Inevitably, much of the discussion focussed on homosexuality. While Lorna Ashworth, in opposition to Colin Coward, was entirely clear that same sex relationships contradict the Church's core doctrine, Anne Atkins went out of her way to make it clear that despite their differences she was happy to belong to a church which could also accommodate Colin Coward. And that in essence is the problem with '3D' Anglicanism - a Church that could embrace both Coward and Atkins could also embrace both TEC and the ACNA.

Because of its attractiveness and plausibility, it is important to see that Rowan Williams' third dimension is not simply a matter of balance, generosity, or even of studied ambiguity. It is a systematic destabilisation of orthodox belief built on a half truth. The essential point seems to be that 'seeing something in three dimensions is seeing that I can't see everything at once: what's in front of me is not just the surface I see in this particular moment. So seeing in three dimensions requires us to take time with what we see.'

Now as a warning that beyond simple stereotypes we should take time to understand people in their own terms it would be difficult to disagree with. But in the context of at least twenty years of public debate about homosexuality in the Church on both sides of the North Atlantic, being told there is more than I can see 'in this particular moment' is really saying 'trust me'. It implies that beyond what looks like the 'yes or no' (thesis and antithesis) there is something more we haven't yet seen. And either the Archbishop knows what that unseen thing is, but is not willing to say so, or he himself doesn't know and is asking us to suspend judgement as an act of faith in his Hegelian ecclesiology.
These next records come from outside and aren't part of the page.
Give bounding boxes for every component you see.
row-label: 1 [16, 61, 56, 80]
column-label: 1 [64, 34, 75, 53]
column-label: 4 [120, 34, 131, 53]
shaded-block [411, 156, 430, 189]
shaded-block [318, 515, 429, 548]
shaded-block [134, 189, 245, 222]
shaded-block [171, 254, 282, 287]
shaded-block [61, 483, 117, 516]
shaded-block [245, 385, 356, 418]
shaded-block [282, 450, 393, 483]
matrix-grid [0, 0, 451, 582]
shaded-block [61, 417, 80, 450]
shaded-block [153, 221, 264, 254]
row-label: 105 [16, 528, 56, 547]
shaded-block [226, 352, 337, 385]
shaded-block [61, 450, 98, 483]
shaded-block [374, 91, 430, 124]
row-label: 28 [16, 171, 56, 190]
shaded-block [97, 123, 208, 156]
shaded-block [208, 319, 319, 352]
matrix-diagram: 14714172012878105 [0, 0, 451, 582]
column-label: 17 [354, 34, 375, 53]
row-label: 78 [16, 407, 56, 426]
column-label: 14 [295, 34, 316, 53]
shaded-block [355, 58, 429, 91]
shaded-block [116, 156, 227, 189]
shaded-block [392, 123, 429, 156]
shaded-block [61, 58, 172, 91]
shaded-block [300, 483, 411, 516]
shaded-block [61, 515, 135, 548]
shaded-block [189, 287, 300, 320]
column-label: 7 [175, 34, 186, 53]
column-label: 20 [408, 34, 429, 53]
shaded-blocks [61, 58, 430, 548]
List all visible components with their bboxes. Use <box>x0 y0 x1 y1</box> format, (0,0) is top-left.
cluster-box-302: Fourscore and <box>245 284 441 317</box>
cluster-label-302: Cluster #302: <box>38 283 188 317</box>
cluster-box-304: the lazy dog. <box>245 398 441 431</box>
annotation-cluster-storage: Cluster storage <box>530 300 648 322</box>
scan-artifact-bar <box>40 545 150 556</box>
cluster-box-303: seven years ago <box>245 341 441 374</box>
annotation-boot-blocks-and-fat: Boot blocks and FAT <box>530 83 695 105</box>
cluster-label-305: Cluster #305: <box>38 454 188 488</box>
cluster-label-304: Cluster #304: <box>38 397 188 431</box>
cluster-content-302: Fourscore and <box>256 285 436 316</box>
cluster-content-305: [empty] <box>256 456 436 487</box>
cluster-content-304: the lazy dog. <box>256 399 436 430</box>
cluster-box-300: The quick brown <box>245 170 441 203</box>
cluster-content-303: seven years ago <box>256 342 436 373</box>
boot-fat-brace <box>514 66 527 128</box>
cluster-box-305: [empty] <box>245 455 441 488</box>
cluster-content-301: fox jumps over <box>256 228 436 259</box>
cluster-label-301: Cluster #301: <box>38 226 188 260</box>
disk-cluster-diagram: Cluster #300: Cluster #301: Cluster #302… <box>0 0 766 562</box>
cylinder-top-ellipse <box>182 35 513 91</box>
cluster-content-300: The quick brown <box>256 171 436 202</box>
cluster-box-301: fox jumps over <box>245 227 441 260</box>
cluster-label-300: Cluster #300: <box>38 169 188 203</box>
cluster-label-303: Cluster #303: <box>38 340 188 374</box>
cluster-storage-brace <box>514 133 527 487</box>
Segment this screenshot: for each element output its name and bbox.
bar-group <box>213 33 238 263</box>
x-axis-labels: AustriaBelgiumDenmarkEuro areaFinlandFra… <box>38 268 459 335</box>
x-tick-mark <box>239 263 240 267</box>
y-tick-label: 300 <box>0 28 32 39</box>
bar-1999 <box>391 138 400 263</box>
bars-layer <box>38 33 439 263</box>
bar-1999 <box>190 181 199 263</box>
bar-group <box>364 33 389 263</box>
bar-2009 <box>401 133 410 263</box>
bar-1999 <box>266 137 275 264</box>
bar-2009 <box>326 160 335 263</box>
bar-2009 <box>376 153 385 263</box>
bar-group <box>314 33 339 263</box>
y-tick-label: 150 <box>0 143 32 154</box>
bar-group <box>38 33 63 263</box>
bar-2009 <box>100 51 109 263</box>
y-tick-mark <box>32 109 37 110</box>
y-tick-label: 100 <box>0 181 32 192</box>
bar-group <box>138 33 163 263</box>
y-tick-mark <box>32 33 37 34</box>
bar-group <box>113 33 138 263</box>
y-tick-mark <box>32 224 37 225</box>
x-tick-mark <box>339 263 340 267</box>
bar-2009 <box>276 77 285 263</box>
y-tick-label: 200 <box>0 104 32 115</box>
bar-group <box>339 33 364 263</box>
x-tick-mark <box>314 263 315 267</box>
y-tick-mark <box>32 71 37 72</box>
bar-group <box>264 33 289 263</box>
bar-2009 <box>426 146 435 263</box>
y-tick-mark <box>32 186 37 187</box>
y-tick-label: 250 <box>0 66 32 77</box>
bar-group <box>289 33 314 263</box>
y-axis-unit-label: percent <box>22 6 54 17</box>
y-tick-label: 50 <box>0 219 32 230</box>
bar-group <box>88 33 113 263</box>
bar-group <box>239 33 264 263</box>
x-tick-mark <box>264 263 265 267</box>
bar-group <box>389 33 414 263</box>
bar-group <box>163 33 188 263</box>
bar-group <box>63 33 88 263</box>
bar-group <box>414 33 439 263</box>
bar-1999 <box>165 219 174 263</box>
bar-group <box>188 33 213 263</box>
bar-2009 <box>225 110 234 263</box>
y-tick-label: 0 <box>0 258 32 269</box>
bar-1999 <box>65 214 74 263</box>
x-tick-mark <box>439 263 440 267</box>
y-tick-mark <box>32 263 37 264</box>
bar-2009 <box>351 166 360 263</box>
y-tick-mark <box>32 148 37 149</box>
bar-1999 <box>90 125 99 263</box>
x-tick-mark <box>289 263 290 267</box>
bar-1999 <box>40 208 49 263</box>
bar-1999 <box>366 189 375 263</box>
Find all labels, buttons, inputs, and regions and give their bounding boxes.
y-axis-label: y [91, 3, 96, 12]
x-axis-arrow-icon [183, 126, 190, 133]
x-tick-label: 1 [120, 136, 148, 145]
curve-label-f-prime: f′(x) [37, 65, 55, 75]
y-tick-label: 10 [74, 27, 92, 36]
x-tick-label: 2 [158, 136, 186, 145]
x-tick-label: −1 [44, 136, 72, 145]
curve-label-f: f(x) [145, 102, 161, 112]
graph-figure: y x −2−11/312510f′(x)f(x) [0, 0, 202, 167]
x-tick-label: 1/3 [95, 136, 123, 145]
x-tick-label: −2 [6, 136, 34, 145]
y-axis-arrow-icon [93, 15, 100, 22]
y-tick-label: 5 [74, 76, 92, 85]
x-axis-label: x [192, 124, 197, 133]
Either way, as time goes on it is clear that less and less of his fellow Primates are prepared to extend that trust, Dr Mouneer Anis being the latest example. However, the heart of the problem for the orthodox is this - suspending judgement in this context is not to do with their personal opinions, but with what has been held through the centuries and reaffirmed as recently as 1998 by the Lambeth Conference to be the judgement of Scripture (despite Resolution 1.10 being assiduously spun to give a basis for the spurious 'listening process).

This becomes clearer when Rowan Williams goes on to explain the 'simpler sense of three-dimensionality which just reminds us that the other we meet is the person he or she is, not the person we have created in our fantasies. The priest from Forward in Faith finds himself going to a woman priest for spiritual counsel because he has recognised an authenticity in her ministry from which he can be enriched...'

It is not entirely clear if that specific example is real or imaginary, but be that as it may, 'the person he or she is' clearly includes their beliefs and this is where the destabilisation inherent in '3D' Anglicanism becomes clear. If a person who believes that same sex relationships are incompatible with the sovereign authority of Scripture in the Church is called nonetheless to suspend judgement, that person is no longer being recognised as 'the person he or she is'.

Paradoxically, the plea for 'three dimensionality' actually diminishes such a person as it tries to seduce them into a relativistic fantasy in which truth and falsehood can co-exist. The continuing tragedy of TEC illustrates the reality. False teaching has its own dynamic; it drives out the faithful as syncretism subverts the whole Christian tradition. But in Rowan Williams' version of 3D the ACNA looks like a member of the same family as TEC, even if initially a rather distant relative.